20200521_iran_outbreak
A medic treats a patient infected with coronavirus, at a hospital in Tehran, Iran. News outlets in hard-hit Iran said the coronavirus infected more than 10,000 health care workers. The report Thursday, May 21, 2020, carried by semiofficial news agencies including ISNA, cite Deputy Health Minister Qassem Janbabaei, who did not elaborate. However, reports earlier in the week put the number of infected health care workers at only 800. Iran says more than 100 of those workers have died. Image Credit: AP

Tehran: The coronavirus has infected more than 10,000 health care workers in hard-hit Iran, news outlets reported Thursday, as health officials in war-ravaged Yemen and Gaza expressed mounting concern about waves of new cases.

Iran's semi-official news agencies cited Deputy Health Minister Qassem Janbabaei, who did not elaborate. Reports earlier in the week put the number of infected health care workers at only 800. Iran says more than 100 of those workers have died.

Iran is grappling with the deadliest outbreak in the Middle East, with at least 7,249 fatalities among more than 129,000 confirmed cases. Those figures include an additional 66 deaths announced Thursday by Health Ministry spokesman Kianoush Jahanpour.

For most people, the coronavirus causes mild or moderate symptoms, such as fever and cough that clear up in two to three weeks. For some, especially older adults and people with existing health problems, it can cause more severe illness, including pneumonia and death.

Another area of concern is the Gaza Strip, where the Health Ministry has reported 35 new cases in the last three days, bringing the total number to 55. All the new cases have been detected among returnees from abroad who are in mandatory quarantine in facilities at the border.

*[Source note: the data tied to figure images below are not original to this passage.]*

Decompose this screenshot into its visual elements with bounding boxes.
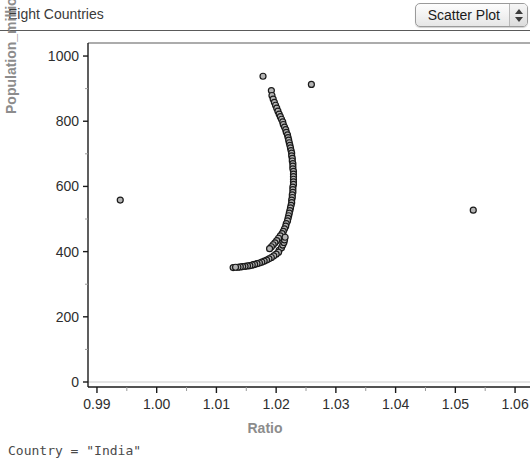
data-point[interactable]	[470, 207, 476, 213]
plot-type-selected-value: Scatter Plot	[416, 4, 509, 26]
plot-canvas[interactable]: 020040060080010000.991.001.011.021.031.0…	[0, 31, 530, 416]
plot-type-stepper[interactable]	[509, 4, 527, 26]
axis-tick-labels: 020040060080010000.991.001.011.021.031.0…	[48, 48, 529, 412]
data-point[interactable]	[233, 264, 239, 270]
svg-text:0: 0	[71, 374, 79, 390]
data-point[interactable]	[260, 73, 266, 79]
data-point[interactable]	[117, 197, 123, 203]
svg-text:200: 200	[56, 309, 80, 325]
y-axis-title: Population_millions	[3, 92, 19, 114]
axis-frame	[88, 43, 530, 387]
svg-text:800: 800	[56, 113, 80, 129]
svg-text:1.02: 1.02	[263, 396, 290, 412]
svg-text:1.06: 1.06	[501, 396, 528, 412]
triangle-up-icon[interactable]	[515, 9, 523, 14]
data-point[interactable]	[267, 246, 273, 252]
svg-text:1000: 1000	[48, 48, 79, 64]
svg-text:1.01: 1.01	[203, 396, 230, 412]
data-points[interactable]	[117, 73, 476, 270]
status-line: Country = "India"	[8, 443, 141, 458]
svg-text:1.05: 1.05	[442, 396, 469, 412]
data-point[interactable]	[282, 234, 288, 240]
svg-text:1.00: 1.00	[143, 396, 170, 412]
svg-text:1.03: 1.03	[322, 396, 349, 412]
svg-text:400: 400	[56, 244, 80, 260]
plot-type-dropdown[interactable]: Scatter Plot	[415, 3, 528, 27]
axis-ticks	[83, 56, 515, 393]
svg-text:600: 600	[56, 178, 80, 194]
triangle-down-icon[interactable]	[515, 17, 523, 22]
data-point[interactable]	[308, 81, 314, 87]
svg-text:1.04: 1.04	[382, 396, 409, 412]
scatter-plot[interactable]: 020040060080010000.991.001.011.021.031.0…	[0, 31, 530, 416]
svg-text:0.99: 0.99	[83, 396, 110, 412]
page-title: Eight Countries	[8, 6, 104, 22]
x-axis-title: Ratio	[0, 420, 530, 436]
chart-header: Eight Countries Scatter Plot	[0, 0, 530, 31]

Yousef Abu El Rish, a senior Health Ministry official, said Thursday it is investigating whether the virus has spread beyond the quarantine facilities, where some 2,000 people are housed.

Gaza's health care system has been severely degraded by a blockade imposed by Israel and Egypt after the Islamic militant group Hamas seized power there in 2007. The territory only has around 60 ventilators for a population of 2 million.

In Egypt, where those publicly questioning the official coronavirus toll have been expelled or thrown in prison, a government official acknowledged for the first time that the state's outbreak is likely much larger than reported.

Khaled Abdel Ghaffar, the minister of higher education, said at a conference Thursday _attended by the president and other top officials _ that disease models suggest the state's current count of 14,229 infections is an estimated "five times lower than" the projected numbers of 71,145, "or more.''

"This is a hypothetical model that we say can be a reality,'' he said, noting that across the world, officials cannot know precisely how many people are infected.

In a separate development, the International Monetary Fund approved nearly $400 million in emergency financial assistance to Jordan, which has largely succeeded in containing its outbreak by imposing wide-ranging quarantine measures.

Jordan, a close Western ally, has reported 672 cases, including nine fatalities.